Howl returns. Sophie realizes that he is the young man who approached her in Market Chipping on May Day. She claims to be his new cleaning lady. Howl takes over the cooking. During breakfast, Howl explains that some of the house exists in Porthaven, Kingsbury, the Wastes, and a fourth space he won’t give more information about. To enter each of these spaces, a cube is rotated next to the backdoor. Howl explains that he is constantly moving after having offended the Witch of the Waste a year previous. A knock sounds on the door, which Calcifer says comes from Kingsbury. Howl opens it and accepts payment for a spell from a messenger of the King. 

Chapters 1-4 Analysis

Magic in Ingary is accessed mostly through spellwork and a person’s predisposition for learning, interest in seeking knowledge, and to some extent natural ability. It is a part of everyday life in that the King has a Royal Magician as part of his court and the appearance of the Witch and Howl in the Waste outside Market Chipping, while threatening, does not stop daily life in the town. When Martha is sent to learn magic with Mrs. Fairfax, it is with the connotation that she is receiving the most fortunate apprenticeship out of the sisters. 

Roles and birth order are important factors of social mobility in Ingary. Sophie, as the eldest daughter, lives her entire life under the social expectation of not finding a fortune or leading a life with excitement, and change is not possible. Like the magic system in Ingary, the reason behind these social roles is not discussed in the text but are accepted as true by the reader because of how strongly Sophie believes in them. Sophie’s dedication to her perceived future as an eldest daughter and “how little chance she had of an interesting future” (2) when she becomes Fanny’s apprentice at the hat shop is challenged by her two sisters taking initiative in their own lives. When Martha and Lettie switch places so Lettie, the middle sister, can pursue the best education traditionally reserved for the youngest and most fortunate daughter, traditional conceptions around birth order are questioned. This introduces a motif in the novel of character agency and access—essentially, characters pursuing the kind of life they want and what societal, educational, and professional accesses that life requires. It should be noted that the novel’s discussion of birth order, fortune, and educational access does not extend to men. This further supports the argument that the strictness surrounding social expectations of an eldest daughter exist most strongly in Sophie’s head.

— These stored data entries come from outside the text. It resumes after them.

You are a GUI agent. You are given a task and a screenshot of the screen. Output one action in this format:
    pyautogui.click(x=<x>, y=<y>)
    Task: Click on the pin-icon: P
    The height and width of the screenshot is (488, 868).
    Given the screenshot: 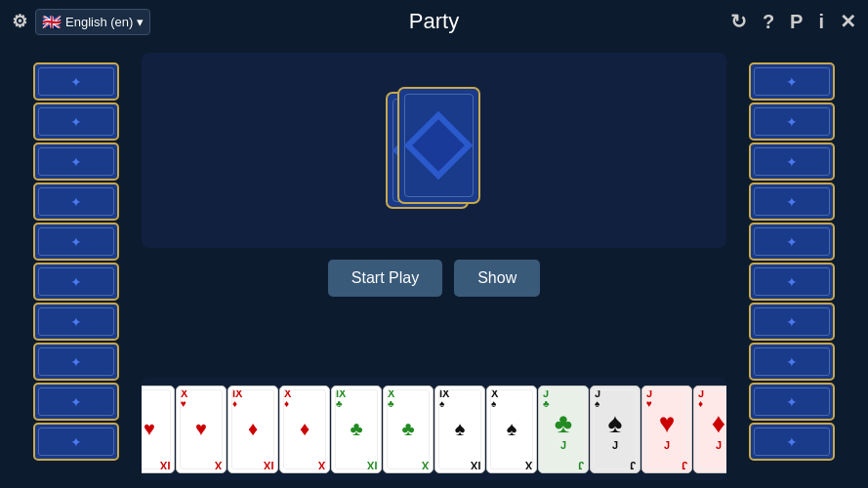 What is the action you would take?
    pyautogui.click(x=797, y=21)
    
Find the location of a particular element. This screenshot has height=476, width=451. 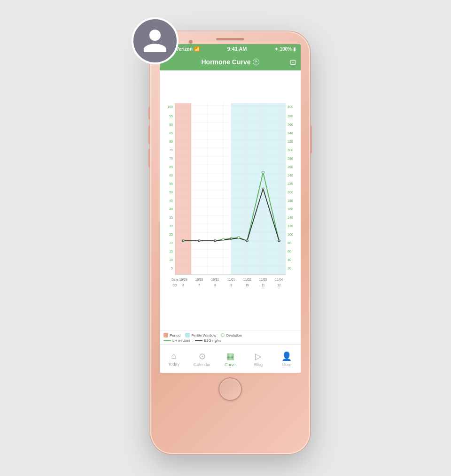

Martha and Lettie switching appearances likewise introduces the novel’s theme of Identity. They accept the need to physically look different to those around them to live the lives they want, and they do so, even though both pursue romantic relationships during their new apprenticeships. Appearance is then presented as something constantly under flux and unassociated with a person’s true sense of identity or personality. What does matter in Ingary and with magic, however, is what is permissible to say. Sophie cannot speak of her spell. Calcifer, likewise, cannot speak of the contract he is under. While appearances can be taken to be duplicitous, the words a person says weigh heavily on the social and magical interactions the characters of Howl’s Moving Castle experience.